Nashville Honors Andy Griffith


This appeared on CMT.com - January 17, 2003

On a chilly winter night, scores of people from the Nashville music industry found warmth inside the BMI offices on Music Row. The warmth came not from the shelter of the building, but from their shared adoration of an American television icon -- Andy Griffith. It’s hard to be starstruck when you work around stars every day, but most of us stood wide-eyed and tongue-tied in Griffith’s presence. Even the eloquent Marty Stuart stumbled for words as he talked about the grand old man of American television.

The reception honored the 76-year-old actor for his support of country music and the Nashville music community, but it was abundantly clear that the event really honored Griffith for his work as a sheriff (on The Andy Griffith Show) and attorney (on the Matlock series). With Marty Stuart serving as master of ceremonies during the reception, Griffith received special plaques from several dignitaries, including Nashville Mayor Bill Purcell and Davidson County Sheriff Daron Hall.

The January 15 reception coincided with Griffith's visit to a Nashville recording studio where sessions took place for his upcoming Christmas album. At Stuart's request, Griffith shared a holiday story that will be included as a recitation on the album. Stuart, as it turns out, is producing Griffith’s album of gospel music for Sparrow Records and wanted to share his good fortune with his friends. “I’d call and say we were having a party for Andy Griffith,” Stuart said, “and they’d say, ‘I’ll be there.’” The man who made sheriff Andy Taylor seem so wise and attorney Ben Matlock so wily arrived without fanfare, neatly dressed in a tan sport coat and brown trousers. White-haired and slightly stooped, he leaned on his wife Cindi’s arm as he moved slowly through the deferential crowd. He wore the fixed, Buddha-like smile of one who’s grown used to adoration.

After a few minutes, Stuart took the stage to tell about the album and describe what it’s been like working with Griffith. “You hang around Andy,” he beamed, “and you get hot real quick. ... Bob Dylan said it best, ‘If you want to learn, you’ve got to sit close to the teacher.’” Stuart, who knows more about country music than almost anyone else, pointed out that the cast of Griffith’s first big movie, A Face in the Crowd (1957), included Grand Ole Opry comedian Rod Brasfield and bandleader Big Jeff Bess, whose wife founded Nashville’s world-famous Tootsie’s Orchid Lounge. He also noted that when country and bluegrass music was still a rarity on network television, The Andy Griffith Show gave the Dillards (who played the Darlings) and the Kentucky Colonels a home.

“I ‘preciate it,” said Griffith, bowing to the applause that followed Stuart’s introduction. “I’m not a musician. I don’t have a good ear. But with the miracle of electronics, I think we’re going to make it.” Holding a wireless microphone, he seemed to draw power from it, like a battery. Before long, he was pacing back and forth and gesturing with far more energy than his entrance suggested he still possessed. He told of being a music major in college and of the discouragement he met as a singer after he moved to New York. “Gradually, I drifted into acting,” he said, “and that’s been my good life. Now, here at the back end of my life, I’m a singer again. It took me 76 years, but I made it.”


:: TASK DETAILS ::
The line containing "Identify the location of strong: We" and every line after it, through the end of the records below, are to be reproduced exactly, with the pictures left out.

:: THE DATA ::
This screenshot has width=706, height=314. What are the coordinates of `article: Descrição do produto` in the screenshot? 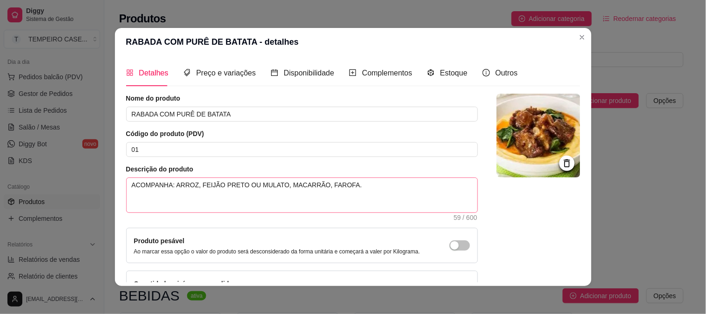 It's located at (302, 169).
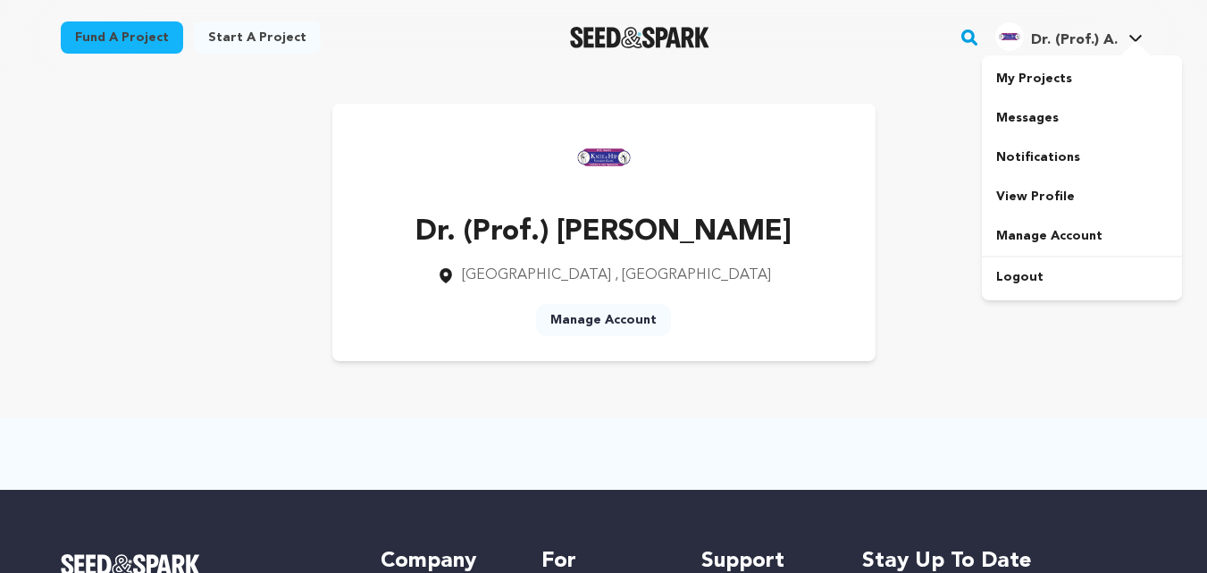 This screenshot has height=573, width=1207. Describe the element at coordinates (1082, 197) in the screenshot. I see `a: View Profile` at that location.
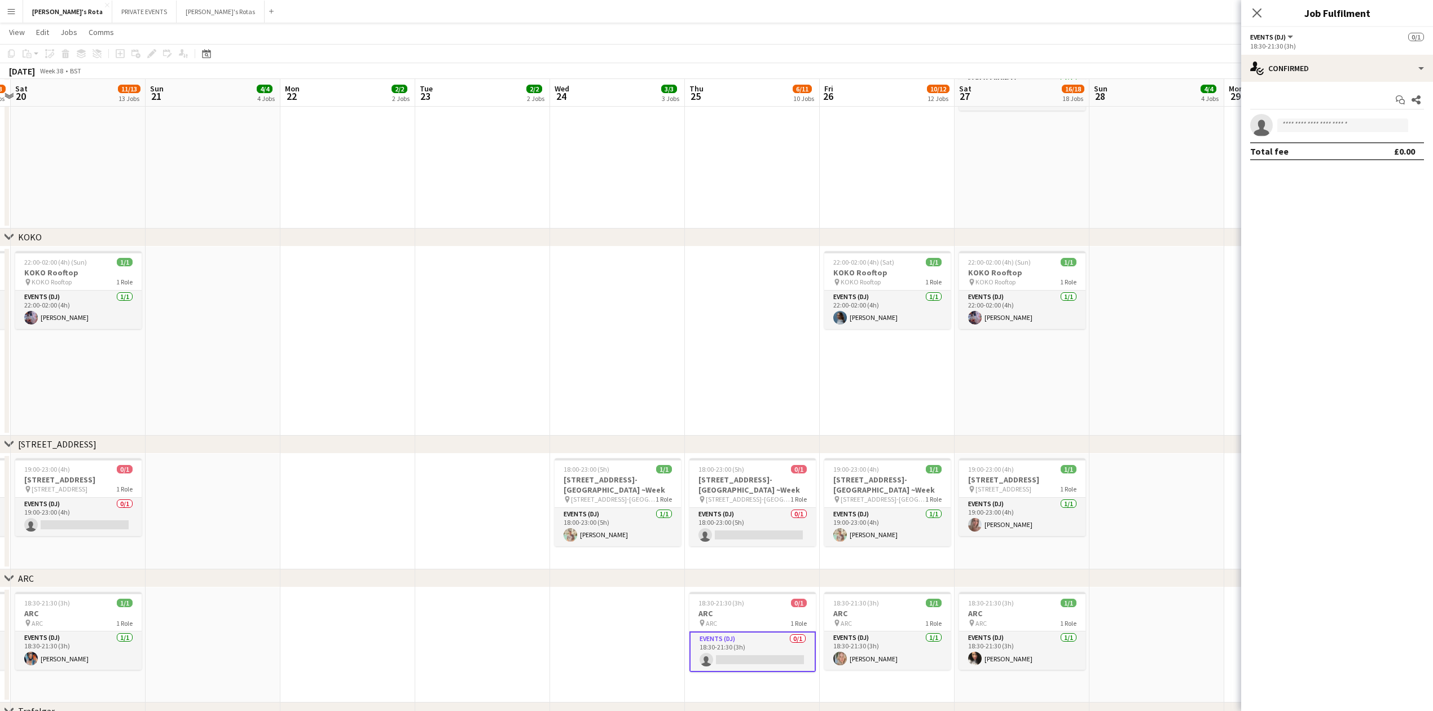  Describe the element at coordinates (561, 96) in the screenshot. I see `span: 24` at that location.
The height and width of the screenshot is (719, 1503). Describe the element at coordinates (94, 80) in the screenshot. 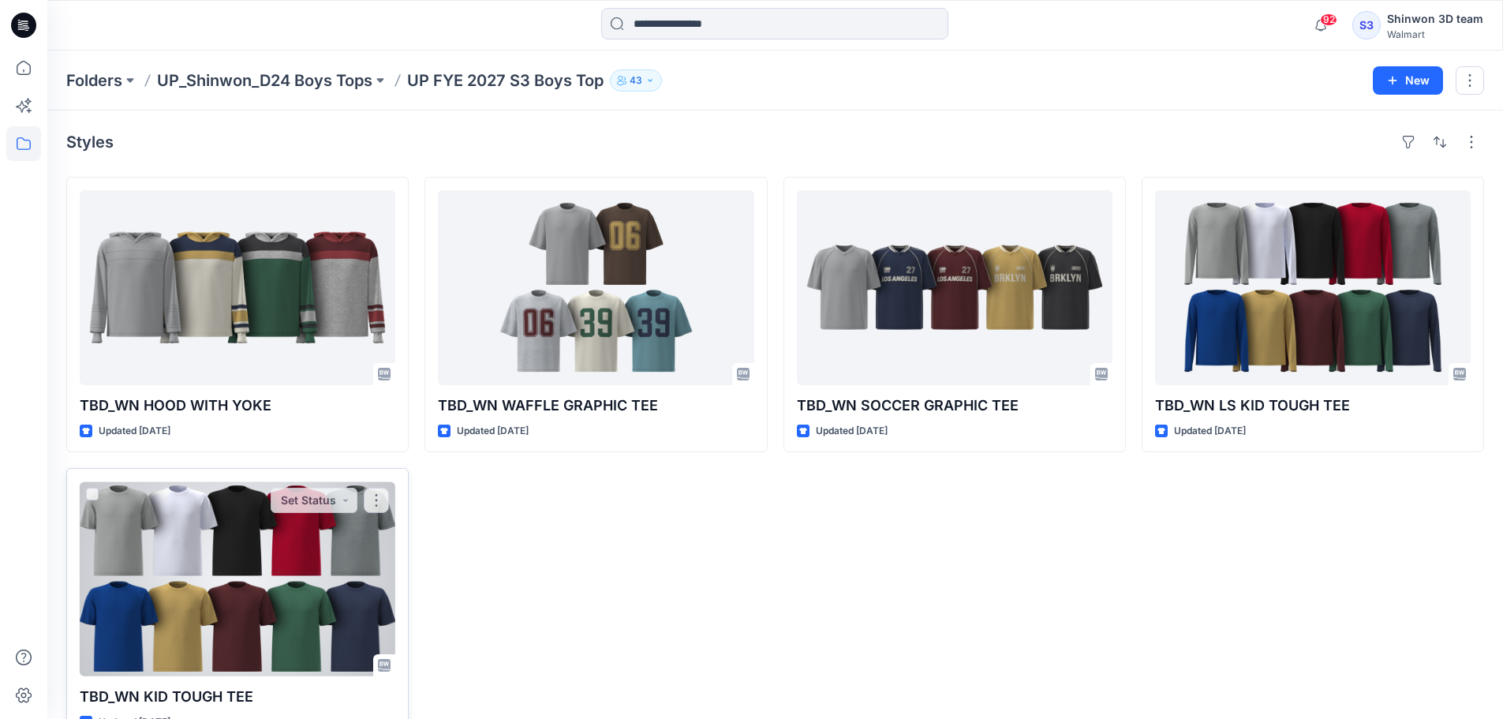

I see `a: Folders` at that location.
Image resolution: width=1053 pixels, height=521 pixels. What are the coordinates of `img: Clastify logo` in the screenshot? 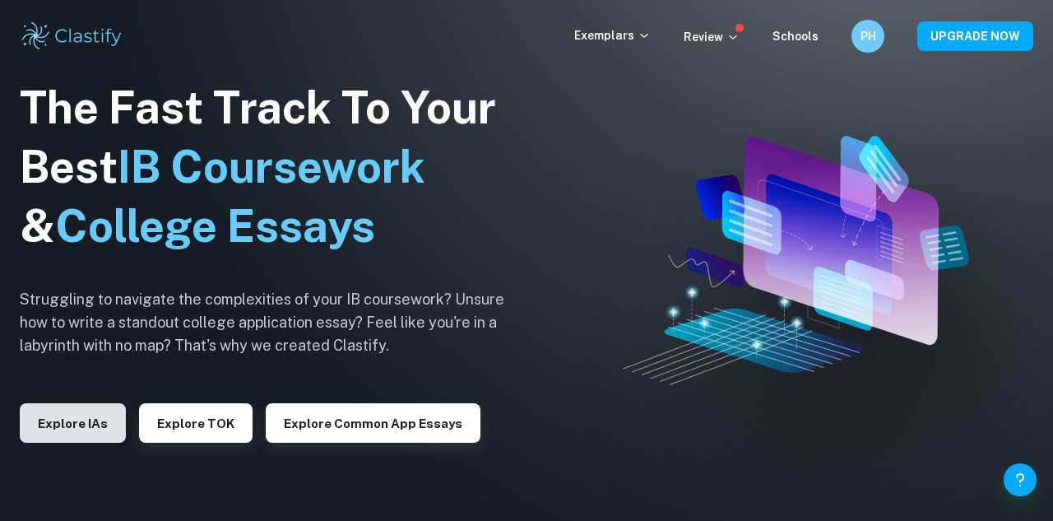 It's located at (72, 36).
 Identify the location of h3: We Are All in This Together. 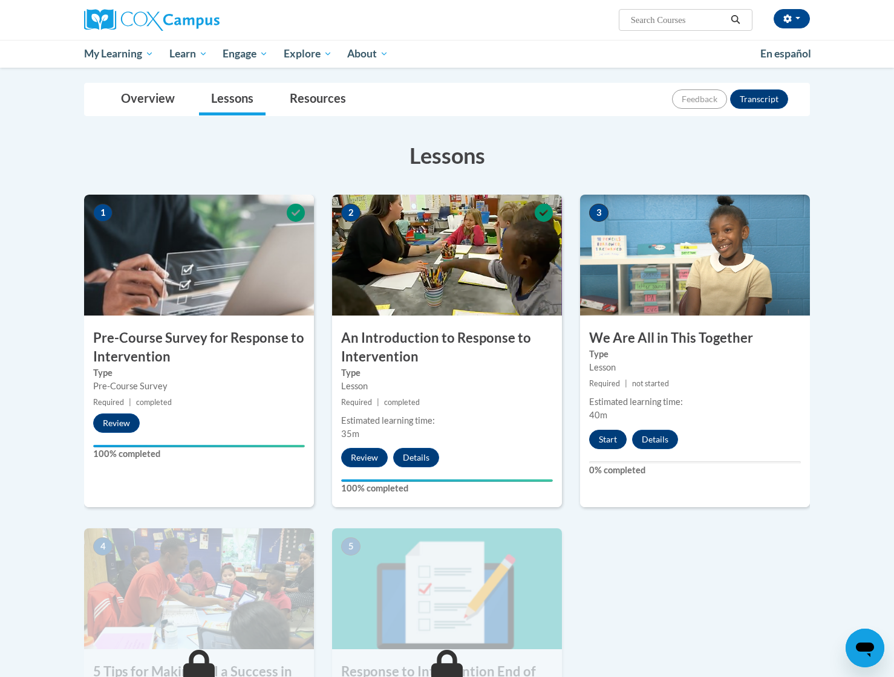
(695, 338).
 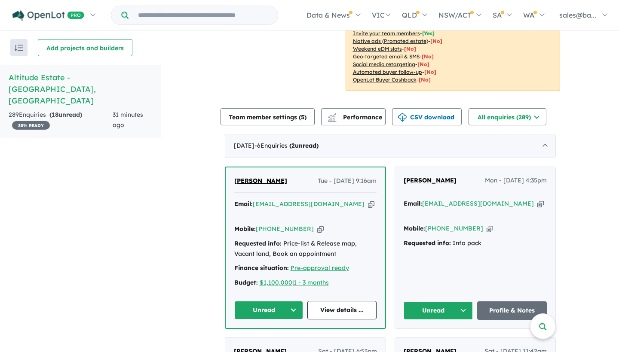 I want to click on span: sales@ba..., so click(x=577, y=15).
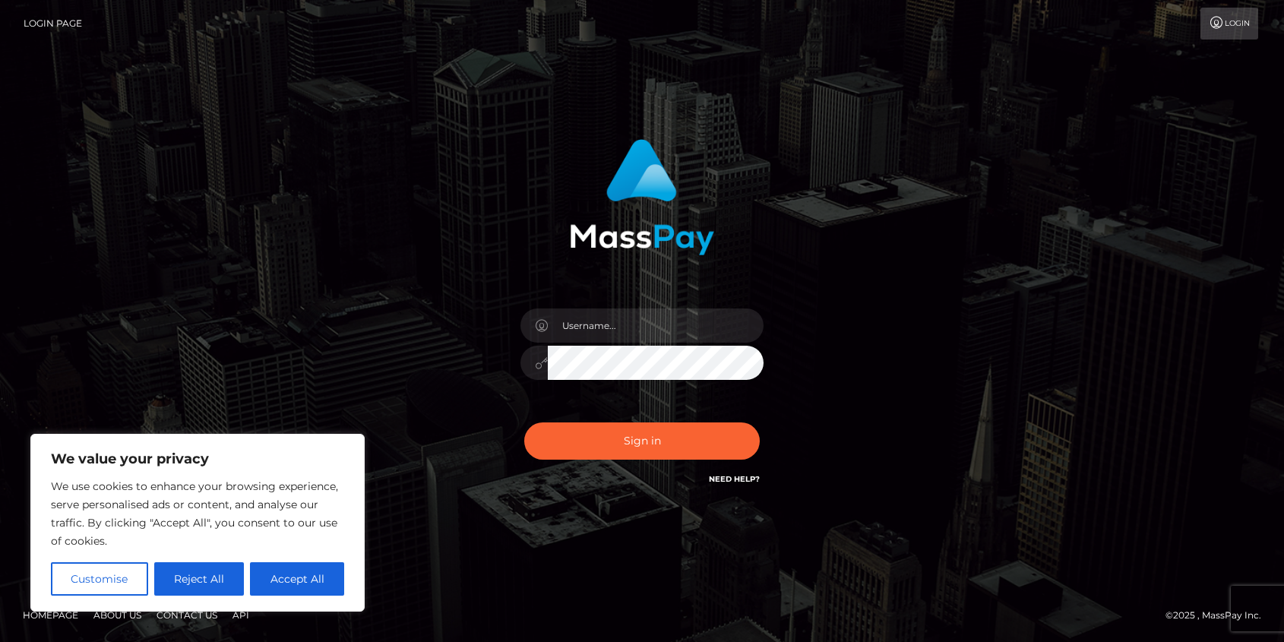 Image resolution: width=1284 pixels, height=642 pixels. Describe the element at coordinates (198, 523) in the screenshot. I see `div: We value your privacy` at that location.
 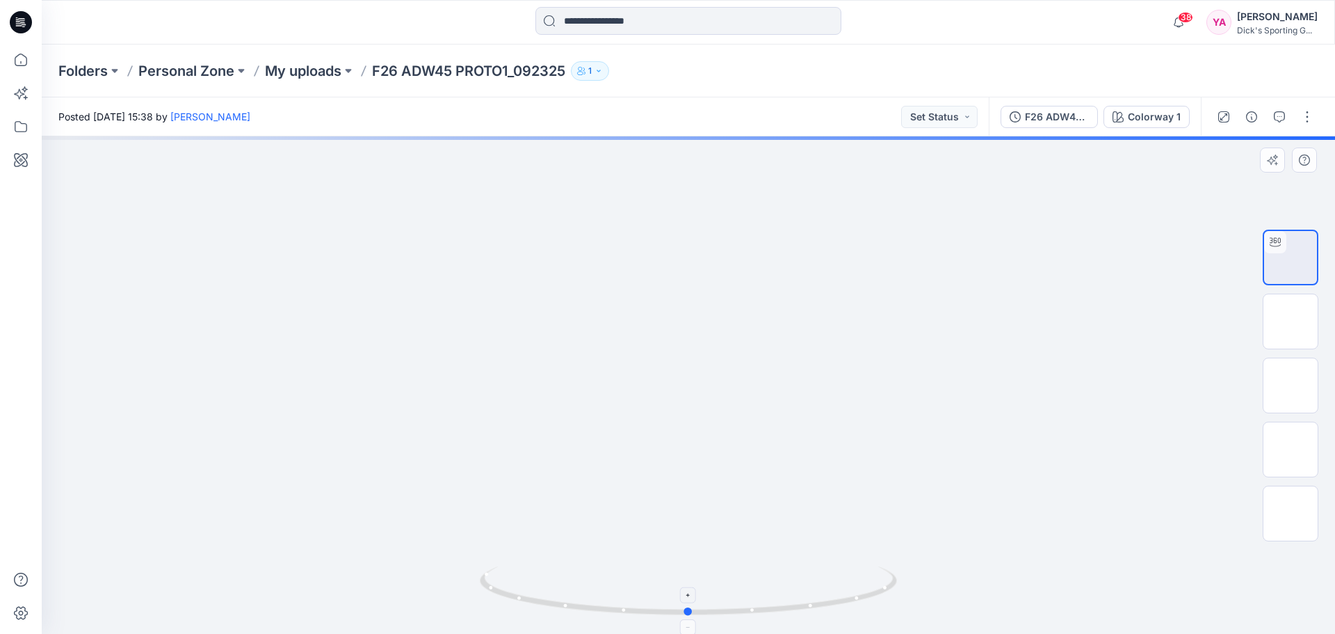 What do you see at coordinates (303, 71) in the screenshot?
I see `p: My uploads` at bounding box center [303, 71].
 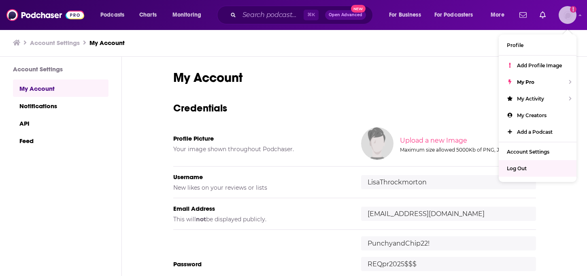 I want to click on span: For Podcasters, so click(x=454, y=15).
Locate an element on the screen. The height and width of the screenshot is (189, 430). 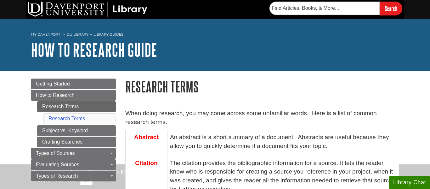
span: Citation is located at coordinates (146, 163).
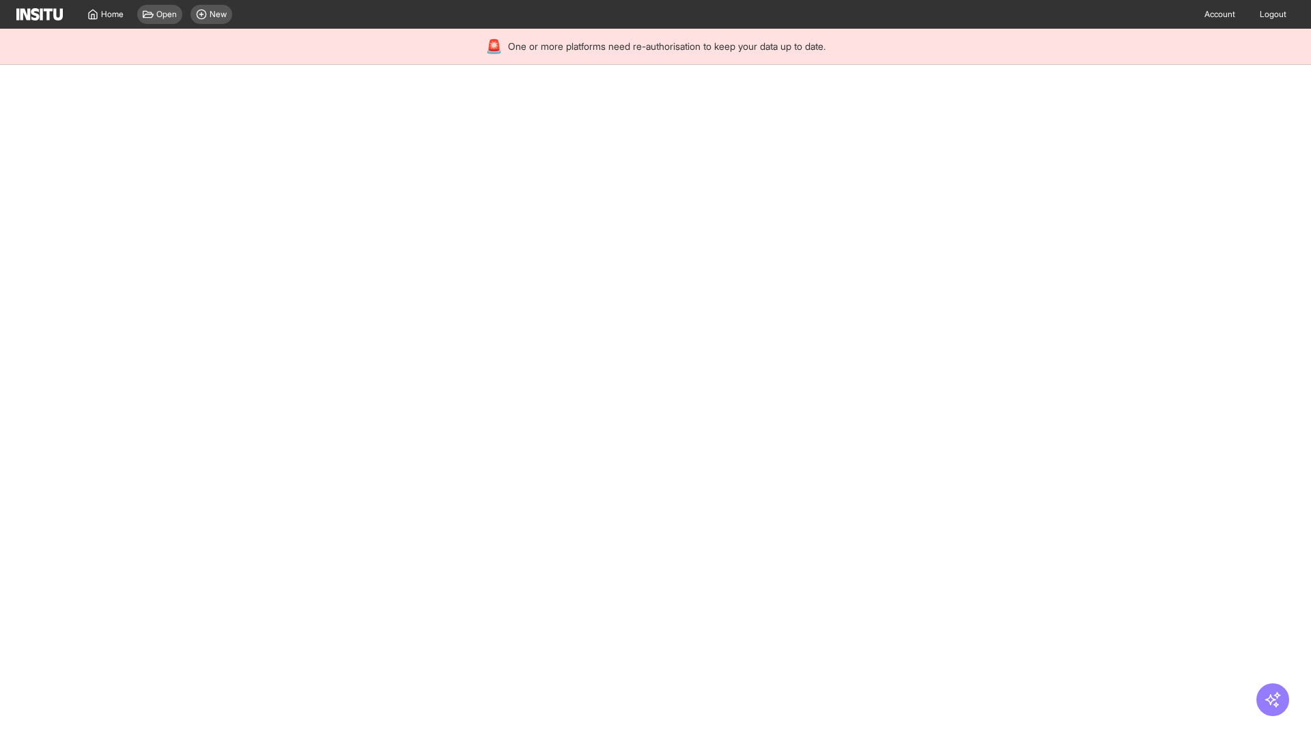 The image size is (1311, 738). I want to click on span: Home, so click(112, 14).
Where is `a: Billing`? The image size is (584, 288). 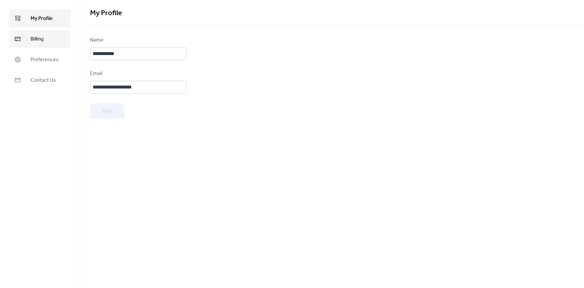
a: Billing is located at coordinates (40, 39).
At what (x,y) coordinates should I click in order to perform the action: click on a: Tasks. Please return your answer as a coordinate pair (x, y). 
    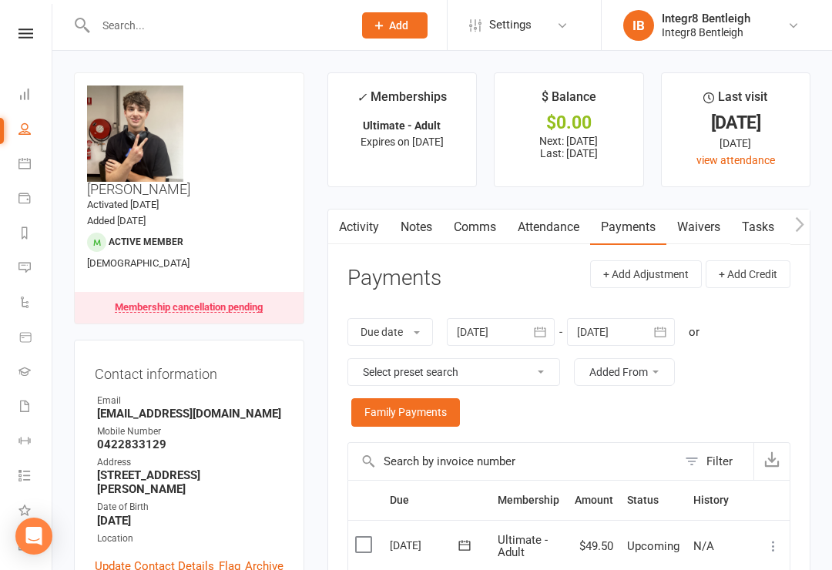
    Looking at the image, I should click on (758, 227).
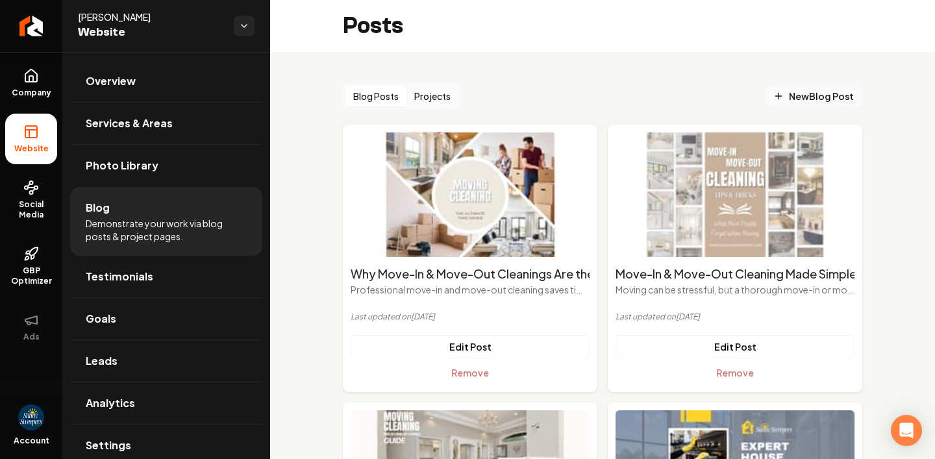 This screenshot has width=935, height=459. What do you see at coordinates (166, 166) in the screenshot?
I see `a: Photo Library` at bounding box center [166, 166].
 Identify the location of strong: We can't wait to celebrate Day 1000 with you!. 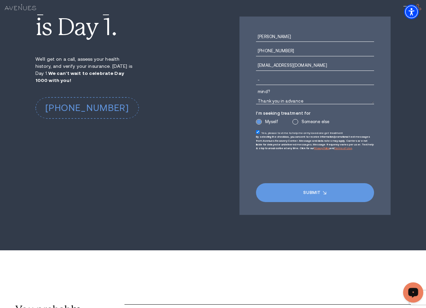
(80, 77).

:: TASK OUTPUT ::
 Identify the location of strong: We can't wait to celebrate Day 1000 with you!. 
(80, 77).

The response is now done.